“All persons born or naturalized in the United States, and subject to the jurisdiction thereof, are citizens of the United States and of the State wherein they reside. No State shall make or enforce any law which shall abridge the privileges or immunities of citizens of the United States; nor shall any State deprive any person of life, liberty, or property, without due process of law; nor deny to any person within its jurisdiction the equal protection of the laws.” – Fourteenth Amendment, U.S. Constitution
For lovers of civil liberty and human rights, the Fourteenth Amendment is a great thing. It codified into law the legal doctrine—equal protection—that ensures that governments may not treat me differently than they treat you. Although it took far too long for it to take full effect, with grave missteps (like the ‘separate but equal’ doctrine) along the way, we all benefit from it today.
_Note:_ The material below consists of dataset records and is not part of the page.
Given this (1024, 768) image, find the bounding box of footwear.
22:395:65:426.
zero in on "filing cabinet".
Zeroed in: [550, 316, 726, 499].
And yet some of the loudest and most insistent defenders of the Fourteenth Amendment are also some of the people most loudly calling for tax hikes on the ‘rich’ and a more ‘progressive’ taxation system that penalizes monetary success. Taxing one person at zero percent and another at thirty percent is the very definition of unequal protection.
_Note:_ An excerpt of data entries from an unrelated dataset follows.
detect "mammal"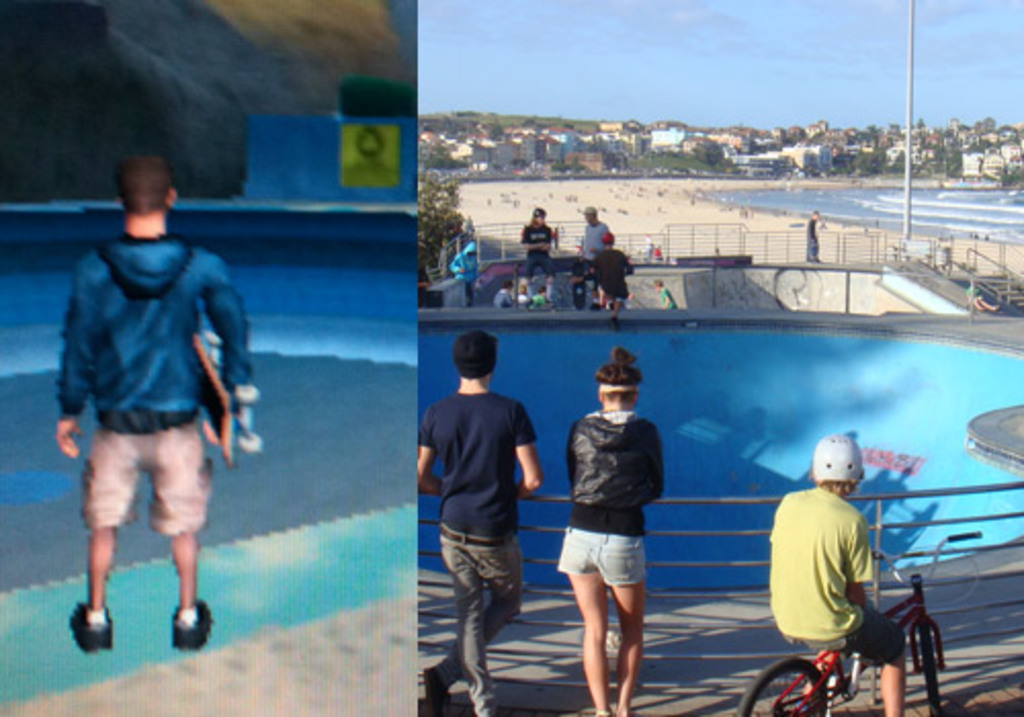
[555,346,668,715]
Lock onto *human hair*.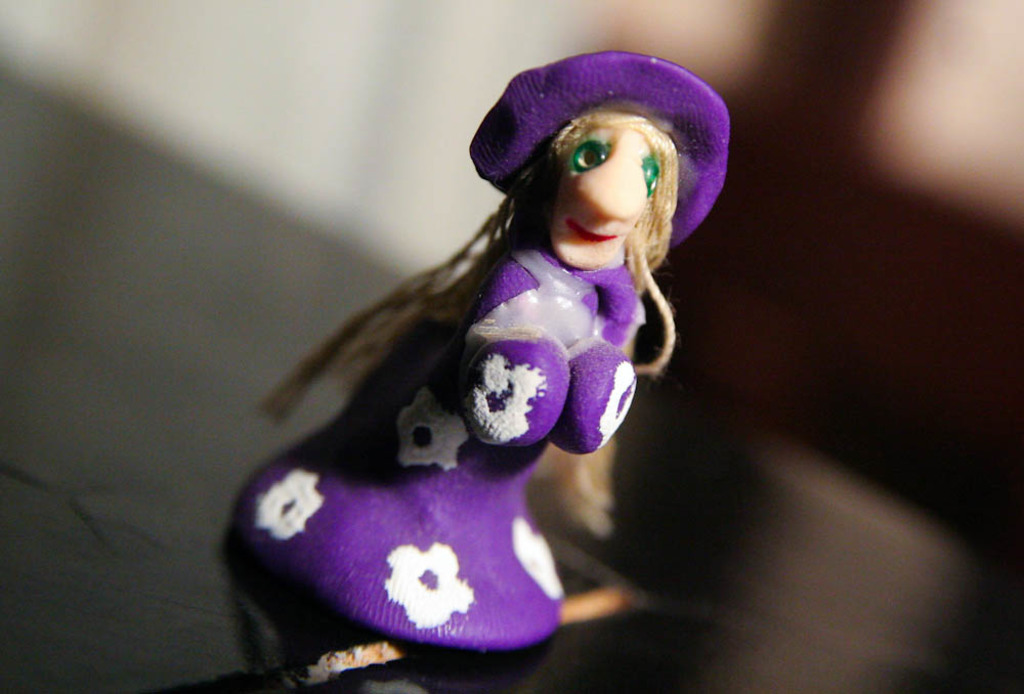
Locked: (257,104,688,428).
Part of what the equal protection clause should foster is an attitude of social brotherhood . . . a feeling that we are all in this together. Each American citizen—black or white, man or woman, young or old, rich or poor—should be treated the same by their government, which helps to ensure that when government malfunctions it will affect all of those groups roughly equally, and all will have a vested interest in fixing it.